Friday, October 1, 2021

Finishing Beethoven's 10th?

I ran across this just too late to include in the Friday Miscellanea. In this article in the National Post, we are given an account of a project to "complete" a 10th Symphony of Beethoven from a few fragmentary sketches: How a team of musicologists and computer scientists completed Beethoven’s unfinished 10th Symphony. The headline is the usual journalistic hyperbole. Here is the reality:

In early 2019, Dr. Matthias Röder, the director of the Karajan Institute, an organization in Salzburg, Austria, that promotes music technology, contacted me. He explained that he was putting together a team to complete Beethoven’s 10th Symphony in celebration of the composer’s 250th birthday. Aware of my work on AI-generated art, he wanted to know if AI would be able to help fill in the blanks left by Beethoven.

The challenge seemed daunting. To pull it off, AI would need to do something it had never done before. But I said I would give it a shot.

Röder then compiled a team that included Austrian composer Walter Werzowa. Famous for writing Intel’s signature bong jingle, Werzowa was tasked with putting together a new kind of composition that would integrate what Beethoven left behind with what the AI would generate. Mark Gotham, a computational music expert, led the effort to transcribe Beethoven’s sketches and process his entire body of work so the AI could be properly trained.

The team also included Robert Levin, a musicologist at Harvard University who also happens to be an incredible pianist. Levin had previously finished a number of incomplete 18th-century works by Mozart and Johann Sebastian Bach.

So, a committee of musicologists and computer experts sat down and composed an entirely new piece of music based on a few brief fragmentary sketches by Beethoven. There is no possible sense in which this could be regarded as "completing" an imaginary symphony by Beethoven which could only have come into existence in the usual way, through Beethoven's own torturous compositional process. So if and when there is a performance the program should read:

A Symphony in the Style of Beethoven based on Sketches for a 10th Symphony -- composed by Matthias Röder, Walter Werzowa, Mark Gotham and Robert Levin.

And nothing else.

3 comments:

David said...

That would be Truth in Advertising in a Classical sense.

Eric Aron said...

About Beethoven 10th AI-written symphony..
I (online) listened to the premiere, which was on Saturday evening in Germany.. As a curious about the AI developments, but with no conviction, as I know the limits. It was a disappointment, as usual. To start with, a tiring long useless talk and staging, as it was an awards ceremony, to psychologically condition the audience. Then the play. Two movements, Scherzo and Adagio-like, for 20 minutes in total. Orchestra not in good tune, not rhythmically in place, not enough rehearsal, in spite of the expensive sponsor for this prestigious event (Deutsche Telekom). Musically speaking, it was the usual AI patchwork of out-of-context sketches glued together, with awkward writing, even orchestration, as I didn’t recognized any clear Beethoven palette. The style was quite good and homogenous at beginning, for the first minute, but then quickly degraded. Clear thematic borrowing from 5th symphony (Scherzo), and plagiarism of 8th sonata 2nd movement theme (Adagio). They included an organ (!) to the 2nd movement (with Cameron Carpenter), which started awfully to play a long A pedal while a G Major movement was evolving, destroying thus all harmony. It was a big one.. At the concert end applause, Cameron Carpenter was showing edgy face, never had seen him like that. Musically, apart from very beginning, nothing so much related to Beethoven, no sense of inner music cohesion because of the typical AI fragmented work, and a lot of weaknesses in the thematic writing and harmonic management, even historical faults. As they said, this project took many years of intense study and completion (!). I really wonder how involved musicians can waste so much time for such a poor result. A good composer can do it in one month. It would have been more simple to give the task to such a person. I also suspect that they cheated, using human re-writing to cover the AI deficiencies. Beethoven must turn in his grave, as we say in French, and the composers still have long happy times ahead..

Bryan Townsend said...

Thanks so much Eric for this followup review. It does tend to confirm my general thoughts on the matter. We really seem to be deeply deluded by the illusions of technology and AI to the point that we fail to see that the Emperor really has no new clothes! Projects like this attract a great deal of sponsorship and attention while real composers struggle along on a pittance. Thanks again for your detailed comments.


*Problem statement*:
Once the pictures are set aside, retype the remaining entries exactly.

*Records contained in a dataset*:
Content starts

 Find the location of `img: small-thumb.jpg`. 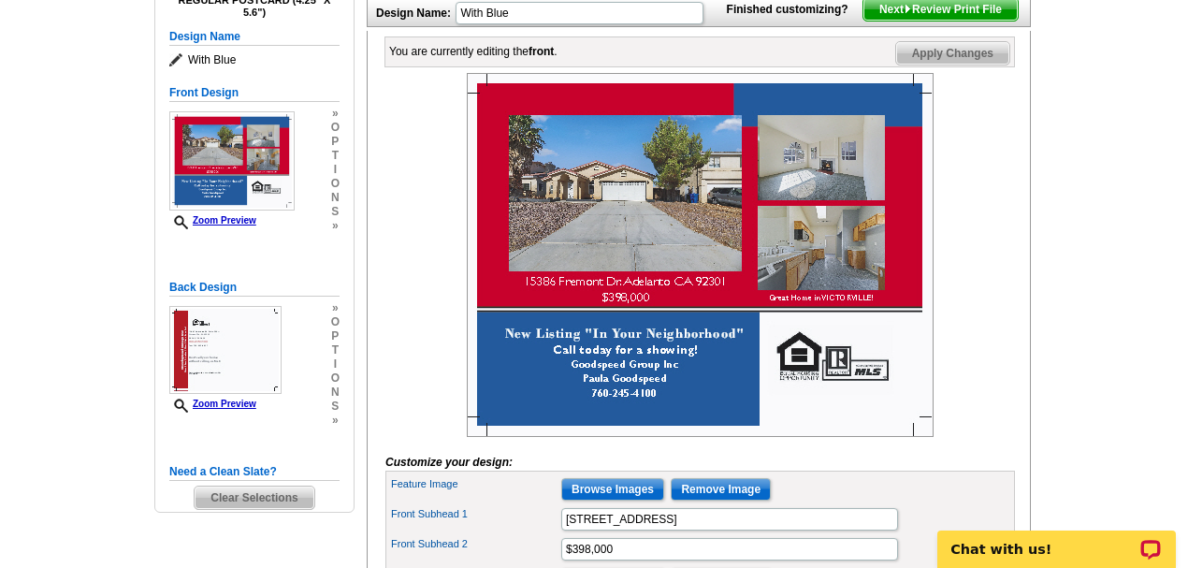

img: small-thumb.jpg is located at coordinates (225, 350).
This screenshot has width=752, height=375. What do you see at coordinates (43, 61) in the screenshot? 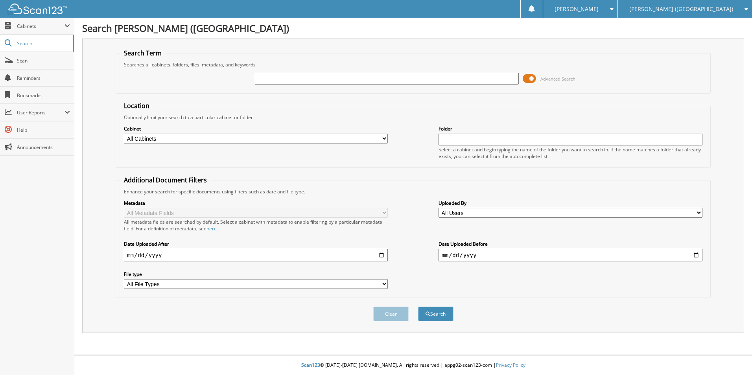
I see `span: Scan` at bounding box center [43, 61].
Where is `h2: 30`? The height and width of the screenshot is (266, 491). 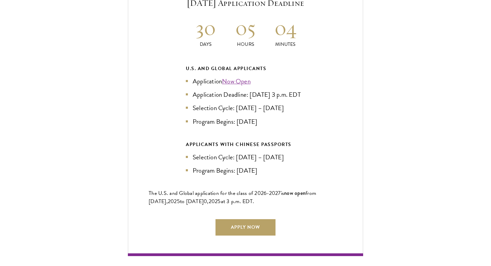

Content ends

*Written solution*:
 Find the location of `img: small-thumb.jpg`. 

img: small-thumb.jpg is located at coordinates (225, 350).
This screenshot has width=752, height=375. What do you see at coordinates (43, 61) in the screenshot? 
I see `span: Scan` at bounding box center [43, 61].
Where is `h2: 30`? The height and width of the screenshot is (266, 491). 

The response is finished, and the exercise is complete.